Samsung Introduces DDR5 Module with PCIe 5.0-based CXL Interconnect
Samsung has unveiled a DDR5 module with a Compute Express Link. Thanks to this PCIe 5.0-based interconnect, terabyte memory modules should become available for high performance computing and artificial intelligence.
It is Samsung’s first memory module with the CXL interconnect. This is a PCIe 5.0 interface between the CPU and GPU, fpga or other accelerator, announced in 2019, which should provide cache coherency, among other things. Components of supercomputers and other high-performance computing systems must thus be able to share cache memory with high bandwidth and low latency, while the interconnect also has to allow for higher amounts of memory. Samsung is talking about terabyte level amounts.

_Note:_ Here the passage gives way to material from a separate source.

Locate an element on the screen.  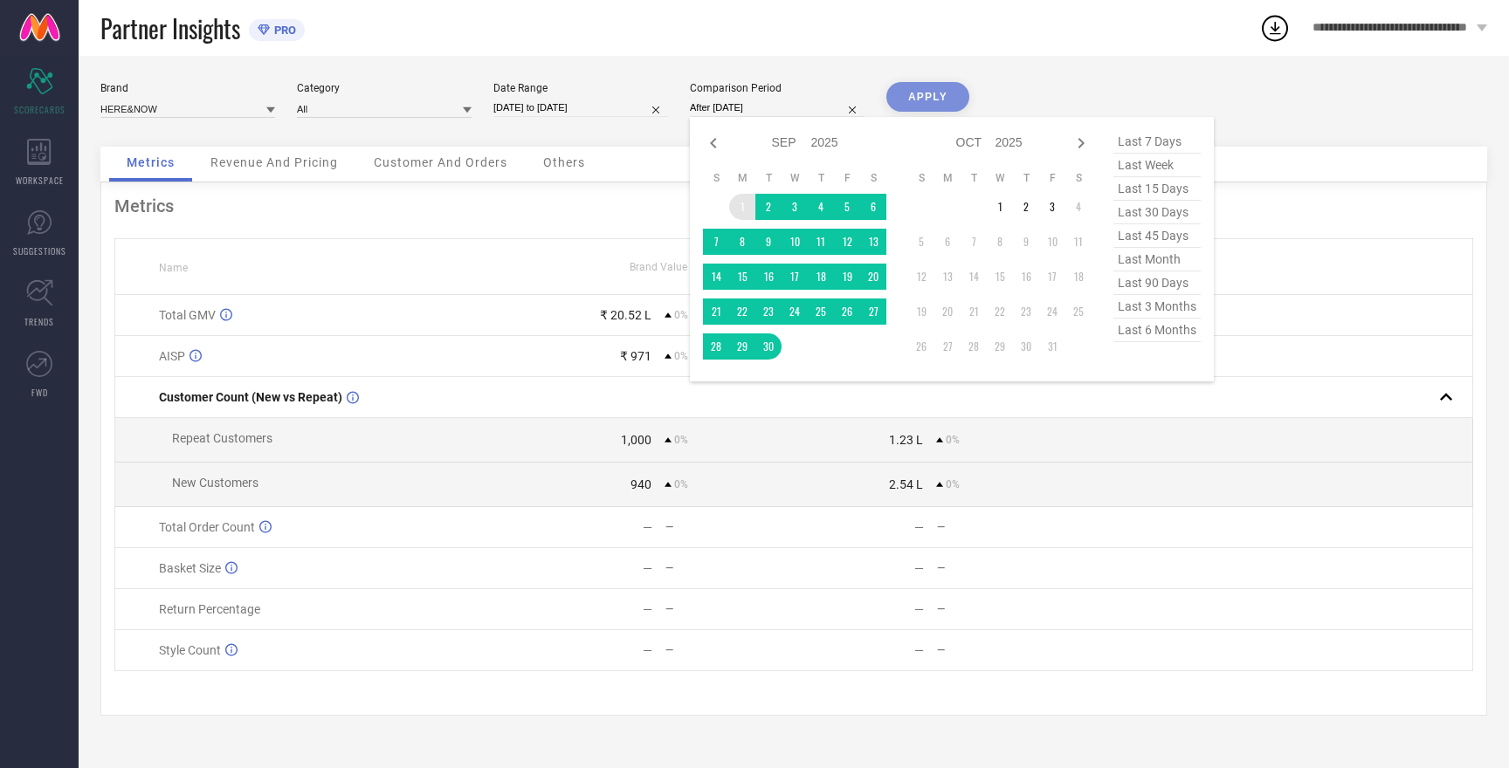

Intel was one of the driving forces at the time of the announcement, but AMD and Arm have now also joined the standard. Google, Facebook and Huawei are also behind it. Samsung gives little further details about the memory module, which it calls CXL Memory Expander. The company reports using controller and software techniques such as memory mapping and error management for the module, and the company has also validated the module with Intel processors.
Samsung has not yet announced the size of the DDR5 used and it also seems to be a test sample for the time being, because Samsung reports that it will only be able to meet the demand for HPC applications with these types of modules as soon as they become commercially available. When that should be the case is unknown.